Since he refuses to see a neurologist, there has been no diagnosis bar some kind of diabetes-related dementia or possibly Alzheimer’s. My stepmother has gone through the five stages of grief: denial, anger, bargaining, depression and finally acceptance. It’s exhausting for her and sad for all of us to be so far away.

Learning to cope
How do we cope with our parents’ frailty and the abyss of personal mortality? Everyone is different but I think laughter soothes the soul. Life isn’t fair but it’s the way we cope with it that helps us survive and thrive. Carers need to laugh when they can or they will quite literally cry themselves sick.

A friend recently told me a story about Alzheimer’s care and it might make you smile.

A neighbour had lived in the American mid-west when he was growing up, the youngest of three boys. Their grandmother lived with them and she was diagnosed with Alzheimer’s while they were in their teens.
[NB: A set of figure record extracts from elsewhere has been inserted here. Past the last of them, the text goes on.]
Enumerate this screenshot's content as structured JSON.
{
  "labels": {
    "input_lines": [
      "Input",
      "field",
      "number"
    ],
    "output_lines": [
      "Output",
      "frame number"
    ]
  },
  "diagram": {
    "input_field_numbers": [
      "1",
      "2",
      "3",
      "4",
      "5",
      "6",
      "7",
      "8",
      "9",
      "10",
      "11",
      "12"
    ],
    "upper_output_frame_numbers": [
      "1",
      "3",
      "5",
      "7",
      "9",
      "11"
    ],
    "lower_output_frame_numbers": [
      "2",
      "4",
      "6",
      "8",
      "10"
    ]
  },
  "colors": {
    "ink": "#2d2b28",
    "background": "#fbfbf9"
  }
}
To the delight of their parents, Tom’s oldest brother offered to take grandma out for a drive each Friday afternoon when they got back from school. The outing provided Tom’s parent’s with some needed down time from the tireless care and monitoring that their grandmother required. Each Friday, the parents would watch from the window as the oldest boy would walk their grandmother to their station wagon. He opened the door for her, sat her down in the front passenger seat and strapped her seatbelt. His younger brothers took their seats in the back.

It was a lovely family scene.

On these trips, the teenagers would drive their grandmother to the local Beer Barn, a drive-thru grocery establishment. The station wagon would pull up to the window and the 19-year-old brother would tell the clerk: “She’ll have a case of Coors Light” and nod to his smiling grandmother. The drinking age was 21. The clerk would look at her through the driver’s window and conclude that she was clearly of age. He would order a worker to load a case of Coors Light into the back of the station wagon and would take the money from the oldest brother.

Tom said they would bury the beer in the snow next to their basement door when they got home. Grandma always seemed to enjoy the ride and she never recalled enough detail about where they went to expose the caper.

You have to smile. Dementia is not funny – and Dad certainly isn’t getting any better – but laughter certainly brings us all together in a positive, life-affirming way.